Cythera laughed. “You didn’t enjoy your time out in the countryside? All the fresh air? The green hills and the quiet of the forest?”
“You mean the endless rain and the constant itching from insect bites?” Malden asked. “You ask if I enjoyed sleeping on the cold ground with a rock for my pillow, or perhaps eating meat cooked on an open fire-burned on one side, half raw still on the other? No, a place like this is where I belong.”
It was true. He had spent his entire life until recently in the Free City of Ness, a hundred miles west of here. He’d grown up in twisting cobbled alleys like these. He knew the rhythms of city life, knew where he stood in a crowd. His recent adventures in the wilderness had left him saddle sore and weary. To be back in a city-any city-was a great relief. It would not be long before they left again, and headed back into the farmlands, but he planned on enjoying this brief respite in a place that felt familiar.
The riders made their way carefully through the crowd, headed deep into the maze of streets. The going was slow and they had to stop and wait many times as traffic surged across their path. At one point Croy’s horse pulled up short and Malden’s jennet obediently fell into line. Malden wasn’t ready for the stop and he crashed forward across his horse’s neck. He had only just recently learned to ride, and was far from proficient at it yet. He saw why Croy had halted, though, and was glad the jennet was wiser than he. A procession of lepers was winding its way through the street ahead. They were covered head to toe with cloth, as the law demanded, and carried wooden clappers that they flapped before them in a mournful rhythm. Croy tossed a gold royal to their leader, who caught it with unthinking ease and hid it away instantly. The hand that had emerged from the leper’s robe had only three fingers, and Malden was glad he could not see the rest of the man.

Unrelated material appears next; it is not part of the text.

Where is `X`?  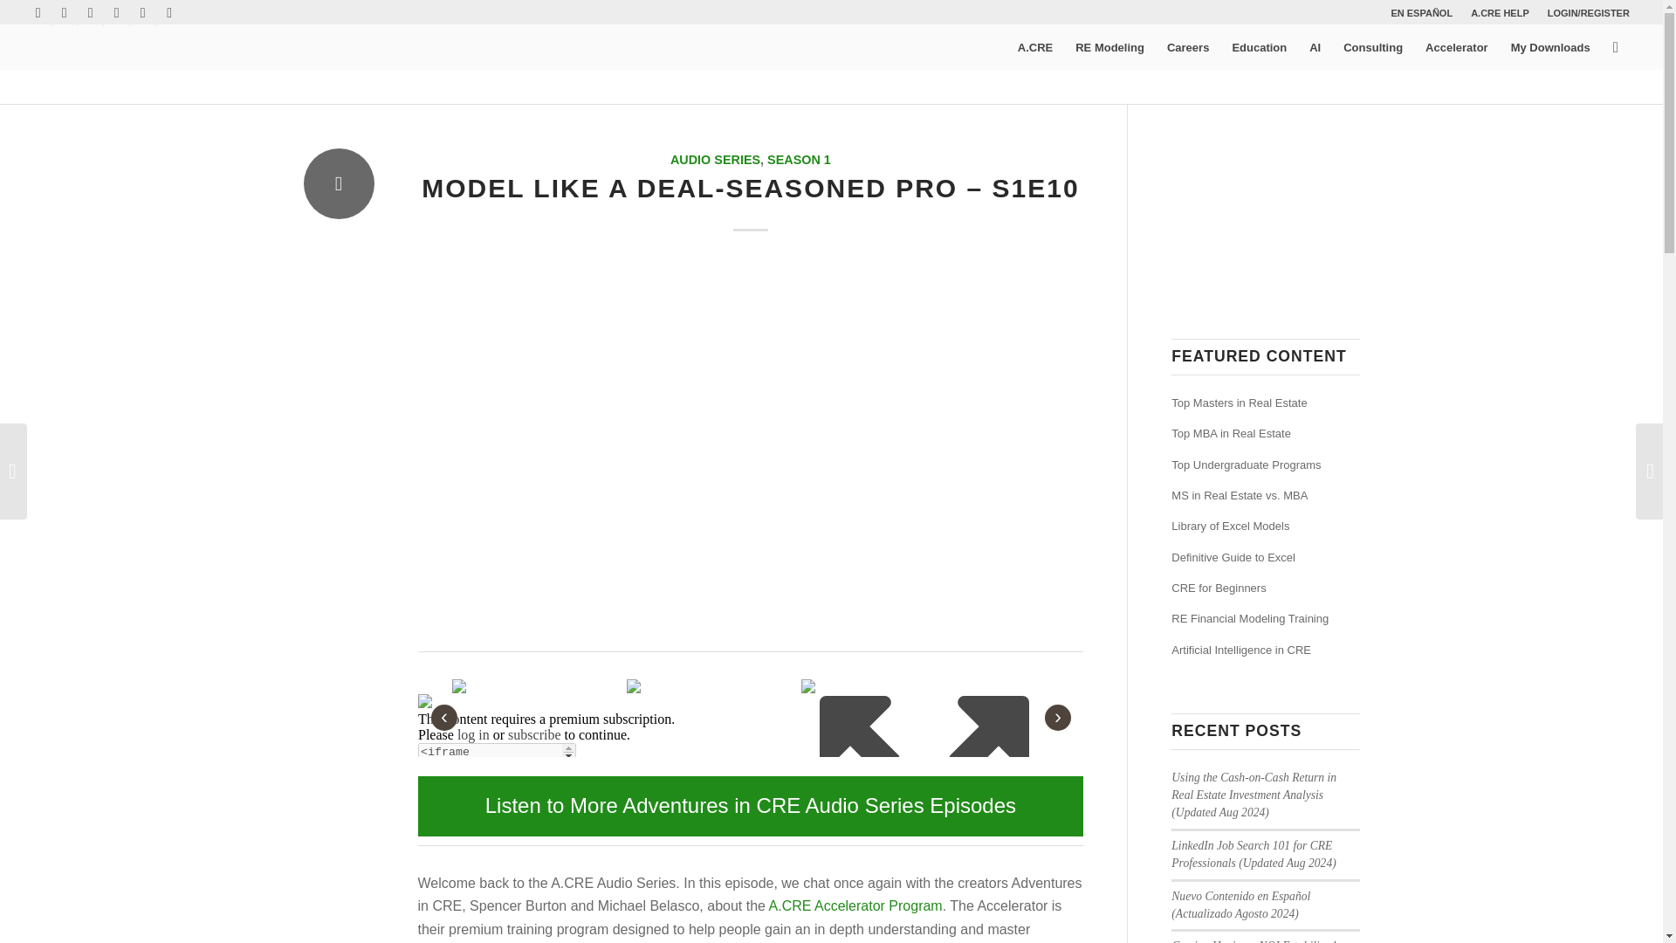
X is located at coordinates (116, 13).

When the lepers were past, Croy got them started again, but they didn’t go much farther. He took them down a lane that curled up toward the wall of the inner bailey and ended in the wide, muddy yard of an inn. There, a stable boy took their horses and welcomed them with honeyed words.
As Malden slid down off the jennet’s back, he groaned for his aching muscles and his bowed legs. He’d never gotten used to riding and was glad to be on his own feet again, even if he felt decidedly unsteady. The whole world still seemed to rock with the swaying gait of the jennet.

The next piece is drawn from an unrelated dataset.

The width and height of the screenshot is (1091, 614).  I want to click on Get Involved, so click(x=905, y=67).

All the same, he was surprised by their destination. He had not expected them to spend the night in Helstrow. He would welcome a night in a real bed stuffed with straw, true, but he was more interested in getting to Ness as quickly as possible. He and Cythera would never be alone together again until they were back home, after all. “An inn?” he asked. “Must we spend the night here? I thought we had only to turn Balint over to the local constable and then be on our way again.”
Croy leaned backward, stretching the muscles of his back. “We need to make sure she receives justice from the king’s own chief magistrate. It may be many days before we can gain audience with him.”

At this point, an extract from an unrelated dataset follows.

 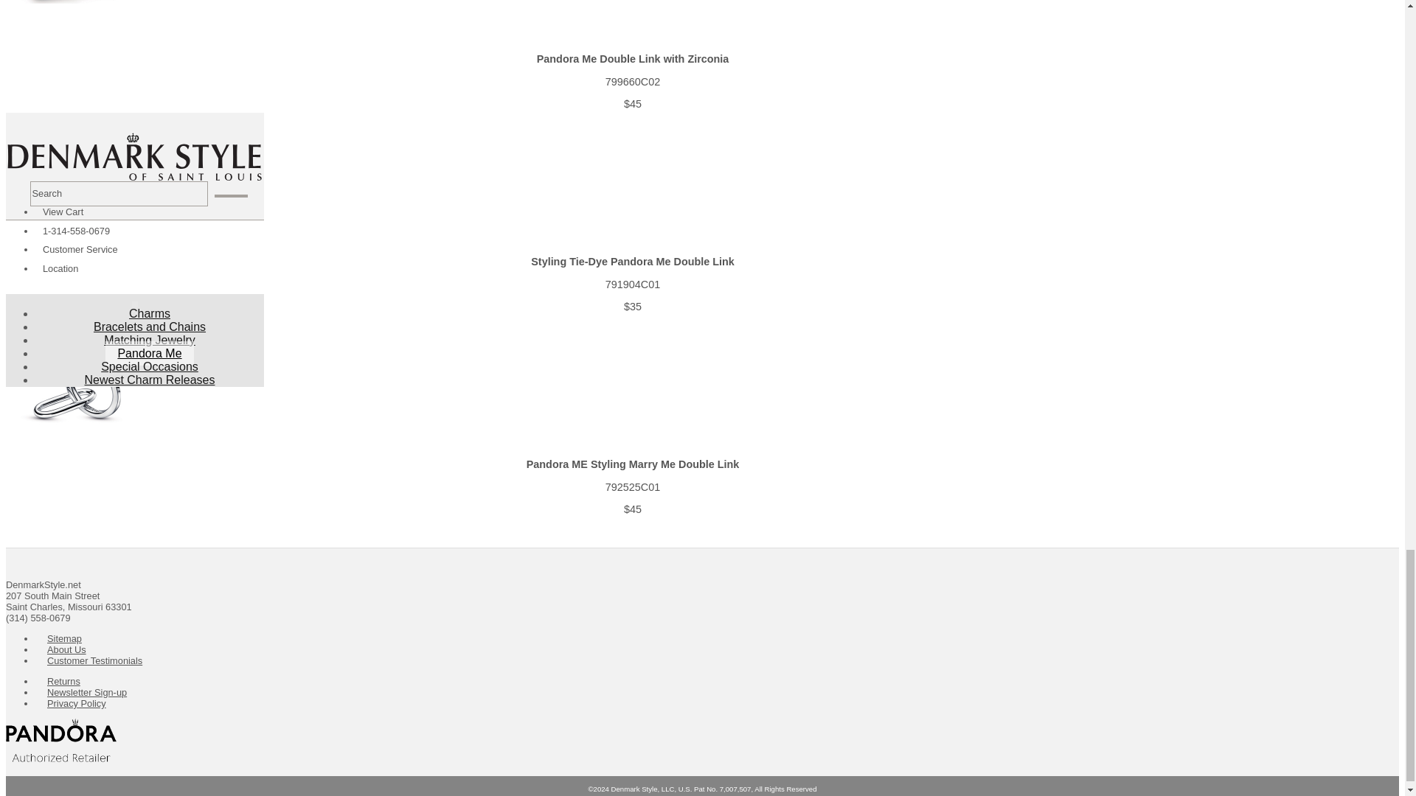 I want to click on Newsletter Sign-up, so click(x=87, y=695).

“Days? How many days?” Malden demanded. “Two? Three? As many as a sennight?”
Cythera reached over and brushed road dust off his shoulders. She gave him a knowing look. “Are you in such a hurry to return to Ness? What’s there, waiting for you?”
Malden said nothing, and kept his face carefully still. She was teasing him-after all, she knew exactly why he longed to be back in Ness, where all secrets could be revealed. Yet he had another good reason to return home as quickly as possible. He could not help but reach up to the front of his jerkin and touch a piece of parchment folded carefully and held next to his heart. The others did not need to know what was written there, or the betrayal it tokened. The message on the parchment must remain his alone, for now.